Dataset entries
=====
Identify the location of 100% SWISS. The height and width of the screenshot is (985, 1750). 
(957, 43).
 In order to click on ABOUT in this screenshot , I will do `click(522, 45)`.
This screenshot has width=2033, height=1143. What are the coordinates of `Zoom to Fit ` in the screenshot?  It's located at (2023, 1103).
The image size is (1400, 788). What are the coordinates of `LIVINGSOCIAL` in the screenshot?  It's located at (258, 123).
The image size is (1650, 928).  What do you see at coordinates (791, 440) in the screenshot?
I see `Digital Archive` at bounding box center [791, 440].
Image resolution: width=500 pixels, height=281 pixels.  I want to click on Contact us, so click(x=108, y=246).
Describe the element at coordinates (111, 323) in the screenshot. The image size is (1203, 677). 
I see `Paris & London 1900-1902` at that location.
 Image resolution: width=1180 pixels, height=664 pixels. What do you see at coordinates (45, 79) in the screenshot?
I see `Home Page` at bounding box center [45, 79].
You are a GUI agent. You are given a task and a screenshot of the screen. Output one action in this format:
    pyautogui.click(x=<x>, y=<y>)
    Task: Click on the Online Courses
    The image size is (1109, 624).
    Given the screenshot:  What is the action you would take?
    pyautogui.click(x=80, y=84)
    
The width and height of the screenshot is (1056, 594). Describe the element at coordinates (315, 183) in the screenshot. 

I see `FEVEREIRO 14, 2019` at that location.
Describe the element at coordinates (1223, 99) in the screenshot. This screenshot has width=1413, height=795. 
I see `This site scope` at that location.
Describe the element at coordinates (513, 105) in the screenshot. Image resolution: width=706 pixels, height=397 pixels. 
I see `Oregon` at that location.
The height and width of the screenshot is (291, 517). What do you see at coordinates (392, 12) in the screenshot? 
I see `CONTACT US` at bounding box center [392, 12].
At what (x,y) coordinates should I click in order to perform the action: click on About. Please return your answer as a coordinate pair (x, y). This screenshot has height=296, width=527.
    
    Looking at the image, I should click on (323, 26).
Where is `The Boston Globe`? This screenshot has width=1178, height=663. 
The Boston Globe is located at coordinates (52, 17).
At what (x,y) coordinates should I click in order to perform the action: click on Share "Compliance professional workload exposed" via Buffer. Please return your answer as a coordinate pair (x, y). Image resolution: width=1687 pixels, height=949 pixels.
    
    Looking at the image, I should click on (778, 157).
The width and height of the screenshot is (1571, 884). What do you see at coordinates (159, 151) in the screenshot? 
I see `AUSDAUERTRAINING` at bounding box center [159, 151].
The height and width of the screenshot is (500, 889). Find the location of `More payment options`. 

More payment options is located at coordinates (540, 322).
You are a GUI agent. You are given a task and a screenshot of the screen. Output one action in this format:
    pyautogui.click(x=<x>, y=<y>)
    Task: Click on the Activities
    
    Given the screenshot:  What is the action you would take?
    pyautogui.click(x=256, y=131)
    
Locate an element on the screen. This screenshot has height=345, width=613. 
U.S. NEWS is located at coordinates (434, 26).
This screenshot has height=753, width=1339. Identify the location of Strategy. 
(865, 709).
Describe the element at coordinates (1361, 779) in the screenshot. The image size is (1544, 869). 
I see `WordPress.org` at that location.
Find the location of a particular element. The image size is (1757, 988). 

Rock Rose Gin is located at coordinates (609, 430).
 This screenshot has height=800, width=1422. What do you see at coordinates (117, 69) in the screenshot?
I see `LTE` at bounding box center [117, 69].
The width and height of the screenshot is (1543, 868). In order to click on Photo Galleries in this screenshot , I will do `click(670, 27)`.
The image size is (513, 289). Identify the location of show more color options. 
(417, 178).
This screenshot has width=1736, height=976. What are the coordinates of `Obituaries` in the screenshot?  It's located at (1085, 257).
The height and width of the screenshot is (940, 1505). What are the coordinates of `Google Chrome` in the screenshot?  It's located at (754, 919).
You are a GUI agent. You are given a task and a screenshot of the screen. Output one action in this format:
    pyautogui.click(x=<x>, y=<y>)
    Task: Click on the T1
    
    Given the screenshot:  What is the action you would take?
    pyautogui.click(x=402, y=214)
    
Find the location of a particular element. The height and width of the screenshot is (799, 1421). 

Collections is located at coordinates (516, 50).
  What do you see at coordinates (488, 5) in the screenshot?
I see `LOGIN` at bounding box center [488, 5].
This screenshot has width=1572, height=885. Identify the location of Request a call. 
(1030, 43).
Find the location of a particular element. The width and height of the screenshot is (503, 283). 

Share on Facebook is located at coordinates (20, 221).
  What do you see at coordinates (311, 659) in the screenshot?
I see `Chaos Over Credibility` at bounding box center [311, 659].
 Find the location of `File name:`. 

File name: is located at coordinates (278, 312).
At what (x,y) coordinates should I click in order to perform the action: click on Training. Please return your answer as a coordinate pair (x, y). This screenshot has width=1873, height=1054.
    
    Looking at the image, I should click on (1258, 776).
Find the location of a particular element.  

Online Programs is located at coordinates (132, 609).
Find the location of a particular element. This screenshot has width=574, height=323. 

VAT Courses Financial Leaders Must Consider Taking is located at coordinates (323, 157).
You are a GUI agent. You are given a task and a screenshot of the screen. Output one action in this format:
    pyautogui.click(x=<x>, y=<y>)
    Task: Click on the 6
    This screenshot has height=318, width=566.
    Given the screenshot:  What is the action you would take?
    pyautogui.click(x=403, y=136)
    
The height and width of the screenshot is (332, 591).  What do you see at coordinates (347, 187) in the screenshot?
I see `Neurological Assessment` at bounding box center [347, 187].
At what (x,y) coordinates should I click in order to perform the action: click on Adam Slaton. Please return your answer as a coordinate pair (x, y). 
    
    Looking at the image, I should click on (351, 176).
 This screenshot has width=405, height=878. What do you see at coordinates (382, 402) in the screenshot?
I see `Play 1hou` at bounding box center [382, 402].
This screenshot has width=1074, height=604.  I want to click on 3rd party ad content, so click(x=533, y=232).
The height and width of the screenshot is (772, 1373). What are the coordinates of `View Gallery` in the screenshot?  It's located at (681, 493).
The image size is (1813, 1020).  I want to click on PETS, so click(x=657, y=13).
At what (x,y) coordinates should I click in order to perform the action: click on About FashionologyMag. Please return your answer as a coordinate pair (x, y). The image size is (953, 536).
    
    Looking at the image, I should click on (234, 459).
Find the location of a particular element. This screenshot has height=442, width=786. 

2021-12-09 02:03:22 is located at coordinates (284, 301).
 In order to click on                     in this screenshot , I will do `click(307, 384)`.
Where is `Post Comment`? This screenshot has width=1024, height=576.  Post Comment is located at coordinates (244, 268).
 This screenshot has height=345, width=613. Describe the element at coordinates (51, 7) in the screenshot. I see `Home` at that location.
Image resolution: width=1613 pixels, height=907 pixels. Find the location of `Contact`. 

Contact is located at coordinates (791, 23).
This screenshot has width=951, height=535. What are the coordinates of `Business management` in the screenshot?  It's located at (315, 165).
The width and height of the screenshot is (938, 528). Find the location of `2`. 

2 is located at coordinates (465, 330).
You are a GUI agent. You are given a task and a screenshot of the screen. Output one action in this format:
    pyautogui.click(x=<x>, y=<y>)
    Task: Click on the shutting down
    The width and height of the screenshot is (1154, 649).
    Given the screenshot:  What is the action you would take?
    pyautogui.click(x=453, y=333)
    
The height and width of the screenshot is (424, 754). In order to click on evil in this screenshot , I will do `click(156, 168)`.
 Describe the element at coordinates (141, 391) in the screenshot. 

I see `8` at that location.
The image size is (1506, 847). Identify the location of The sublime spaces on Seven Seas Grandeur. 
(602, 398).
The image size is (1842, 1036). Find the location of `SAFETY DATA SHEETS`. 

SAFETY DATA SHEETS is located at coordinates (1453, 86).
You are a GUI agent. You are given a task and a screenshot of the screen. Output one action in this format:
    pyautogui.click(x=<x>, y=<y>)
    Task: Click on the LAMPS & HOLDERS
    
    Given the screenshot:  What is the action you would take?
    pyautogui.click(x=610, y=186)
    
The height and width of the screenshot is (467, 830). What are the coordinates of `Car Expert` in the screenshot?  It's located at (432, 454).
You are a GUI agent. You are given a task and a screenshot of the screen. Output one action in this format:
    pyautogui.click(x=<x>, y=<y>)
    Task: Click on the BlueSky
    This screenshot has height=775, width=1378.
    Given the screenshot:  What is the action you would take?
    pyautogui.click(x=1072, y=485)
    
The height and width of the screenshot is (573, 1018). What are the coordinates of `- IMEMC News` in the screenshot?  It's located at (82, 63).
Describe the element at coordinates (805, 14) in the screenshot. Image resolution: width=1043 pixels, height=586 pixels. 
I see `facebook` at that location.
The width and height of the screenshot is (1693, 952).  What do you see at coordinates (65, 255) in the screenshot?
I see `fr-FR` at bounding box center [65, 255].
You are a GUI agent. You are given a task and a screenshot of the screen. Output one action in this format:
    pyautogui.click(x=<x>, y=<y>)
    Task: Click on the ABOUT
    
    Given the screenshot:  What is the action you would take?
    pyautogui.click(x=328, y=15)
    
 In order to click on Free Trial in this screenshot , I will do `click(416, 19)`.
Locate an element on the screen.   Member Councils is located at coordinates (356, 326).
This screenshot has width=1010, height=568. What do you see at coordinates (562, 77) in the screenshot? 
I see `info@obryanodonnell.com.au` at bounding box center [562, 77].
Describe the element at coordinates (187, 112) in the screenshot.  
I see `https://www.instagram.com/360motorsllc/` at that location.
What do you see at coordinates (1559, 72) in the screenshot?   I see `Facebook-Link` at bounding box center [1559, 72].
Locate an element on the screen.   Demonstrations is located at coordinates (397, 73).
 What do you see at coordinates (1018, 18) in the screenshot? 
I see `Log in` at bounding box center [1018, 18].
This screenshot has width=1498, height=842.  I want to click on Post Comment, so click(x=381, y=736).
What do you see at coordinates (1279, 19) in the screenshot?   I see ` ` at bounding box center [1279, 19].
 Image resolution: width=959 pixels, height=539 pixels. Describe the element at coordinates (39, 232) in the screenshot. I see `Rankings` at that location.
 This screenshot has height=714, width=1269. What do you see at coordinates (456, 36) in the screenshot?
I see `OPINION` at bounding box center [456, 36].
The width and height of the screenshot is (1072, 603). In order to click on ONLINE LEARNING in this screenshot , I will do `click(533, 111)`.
=====
What you are asked to do: The entries above hold the needed span. Transcribe exactly the lines from the one with "The height and width of the screenshot is (424, 754)." to the one with "The height and width of the screenshot is (573, 1018).", both included.

Task response:
The height and width of the screenshot is (424, 754). In order to click on evil in this screenshot , I will do `click(156, 168)`.
 Describe the element at coordinates (141, 391) in the screenshot. 

I see `8` at that location.
The image size is (1506, 847). Identify the location of The sublime spaces on Seven Seas Grandeur. 
(602, 398).
The image size is (1842, 1036). Find the location of `SAFETY DATA SHEETS`. 

SAFETY DATA SHEETS is located at coordinates (1453, 86).
You are a GUI agent. You are given a task and a screenshot of the screen. Output one action in this format:
    pyautogui.click(x=<x>, y=<y>)
    Task: Click on the LAMPS & HOLDERS
    
    Given the screenshot:  What is the action you would take?
    pyautogui.click(x=610, y=186)
    
The height and width of the screenshot is (467, 830). What are the coordinates of `Car Expert` in the screenshot?  It's located at (432, 454).
You are a GUI agent. You are given a task and a screenshot of the screen. Output one action in this format:
    pyautogui.click(x=<x>, y=<y>)
    Task: Click on the BlueSky
    This screenshot has height=775, width=1378.
    Given the screenshot:  What is the action you would take?
    pyautogui.click(x=1072, y=485)
    
The height and width of the screenshot is (573, 1018). What are the coordinates of `- IMEMC News` in the screenshot?  It's located at (82, 63).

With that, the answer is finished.